FrediFizzx wrote:thray wrote:Nope. Those are field properties.
So what? Matter is quantum fields.
I don't know what that means.
A field is a continuum of influences, " ... a function of the coordinates and time". That's what I like about Joy's framework -- it speaks directly to the analytical nature of limit and function. It isn't matter that causes the "click" of detection; it's the limit of the function, which is always local.
You seem to be abandoning that approach in favor of interacting discrete quantities (quantum mechanics) without a function, without a limit, without a measure space, and which begs nonlocality. Einstein: " ... an attempt to breathe in empty space."
This is not directed at you, Fred -- I read or heard somewhere, of a professor who was confronted with a student's question of why, if an atom is mostly empty space, one's head doesn't just pass through a steel girder instead of bumping against it. The professor resisted the temptation to answer, "Because your head is even emptier than the steel beam" yet it's the right answer. Matter (mass) density isn't a property of matter -- what keeps you from being sucked to the center of the Earth -- it's a property of the spacetime field at the boundary of interaction. ("All physics is local.")
When you say matter is quantum fields, you obviate that the main characteristic of matter is oscillation -- that's the only way we know that matter exists. Not by a theoretically nonlocal quantum field. An oscillation that displaces spacetime locally, and does not disturb global evolution, is time-dilated in proportion to the kinetic momentum.
When we come up against Planck's constant as a limit of action, we give up time dilation (normalize it). There really isn't a good physical reason for the constant not to go to zero. I'm happy to take Einstein's view: " ... think of a quantum as a singularity, surrounded by a large vector field".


Your task: Count every line in the data that contains the word "under", then report that number alone.
________________________________________
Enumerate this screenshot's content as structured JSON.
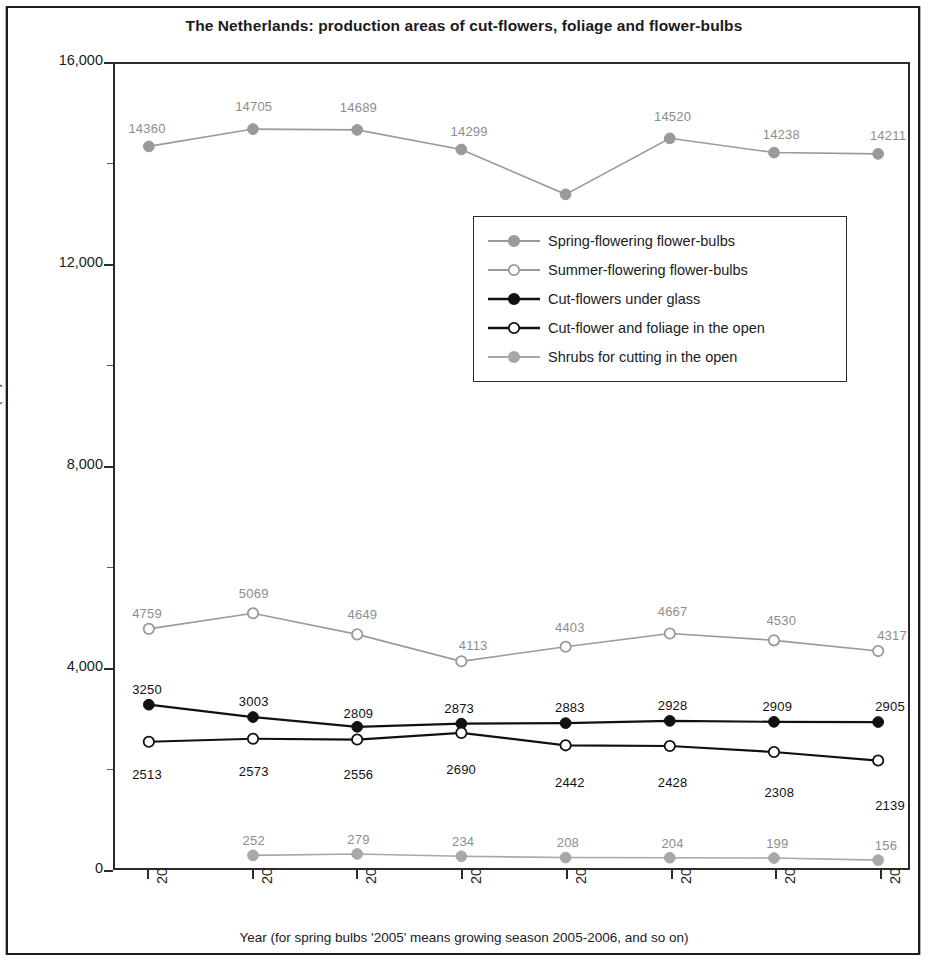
{
  "chart_data": {
    "type": "line",
    "title": "The Netherlands: production areas of cut-flowers, foliage and flower-bulbs",
    "xlabel": "Year (for spring bulbs '2005' means growing season 2005-2006, and so on)",
    "ylabel": "Area (ha)",
    "categories": [
      "2005",
      "2007",
      "2008",
      "2009",
      "2010",
      "2011",
      "2012",
      "2013"
    ],
    "ylim": [
      0,
      16000
    ],
    "yticks": [
      "0",
      "4,000",
      "8,000",
      "12,000",
      "16,000"
    ],
    "ytick_values": [
      0,
      4000,
      8000,
      12000,
      16000
    ],
    "grid": false,
    "legend_position": "center-right",
    "series": [
      {
        "name": "Spring-flowering flower-bulbs",
        "marker": "filled-circle",
        "color": "#9a9a9a",
        "values": [
          14360,
          14705,
          14689,
          14299,
          13406,
          14520,
          14238,
          14211
        ],
        "labels": [
          "14360",
          "14705",
          "14689",
          "14299",
          "13406",
          "14520",
          "14238",
          "14211"
        ]
      },
      {
        "name": "Summer-flowering flower-bulbs",
        "marker": "open-circle",
        "color": "#9a9a9a",
        "values": [
          4759,
          5069,
          4649,
          4113,
          4403,
          4667,
          4530,
          4317
        ],
        "labels": [
          "4759",
          "5069",
          "4649",
          "4113",
          "4403",
          "4667",
          "4530",
          "4317"
        ]
      },
      {
        "name": "Cut-flowers under glass",
        "marker": "filled-circle",
        "color": "#111111",
        "values": [
          3250,
          3003,
          2809,
          2873,
          2883,
          2928,
          2909,
          2905
        ],
        "labels": [
          "3250",
          "3003",
          "2809",
          "2873",
          "2883",
          "2928",
          "2909",
          "2905"
        ]
      },
      {
        "name": "Cut-flower and foliage in the open",
        "marker": "open-circle",
        "color": "#111111",
        "values": [
          2513,
          2573,
          2556,
          2690,
          2442,
          2428,
          2308,
          2139
        ],
        "labels": [
          "2513",
          "2573",
          "2556",
          "2690",
          "2442",
          "2428",
          "2308",
          "2139"
        ]
      },
      {
        "name": "Shrubs for cutting in the open",
        "marker": "filled-circle",
        "color": "#a8a8a8",
        "values": [
          null,
          252,
          279,
          234,
          208,
          204,
          199,
          156
        ],
        "labels": [
          "",
          "252",
          "279",
          "234",
          "208",
          "204",
          "199",
          "156"
        ]
      }
    ]
  },
  "legend": {
    "items": [
      {
        "label": "Spring-flowering flower-bulbs"
      },
      {
        "label": "Summer-flowering flower-bulbs"
      },
      {
        "label": "Cut-flowers under glass"
      },
      {
        "label": "Cut-flower and foliage in the open"
      },
      {
        "label": "Shrubs for cutting in the open"
      }
    ]
  }
}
________________________________________
Response area: 2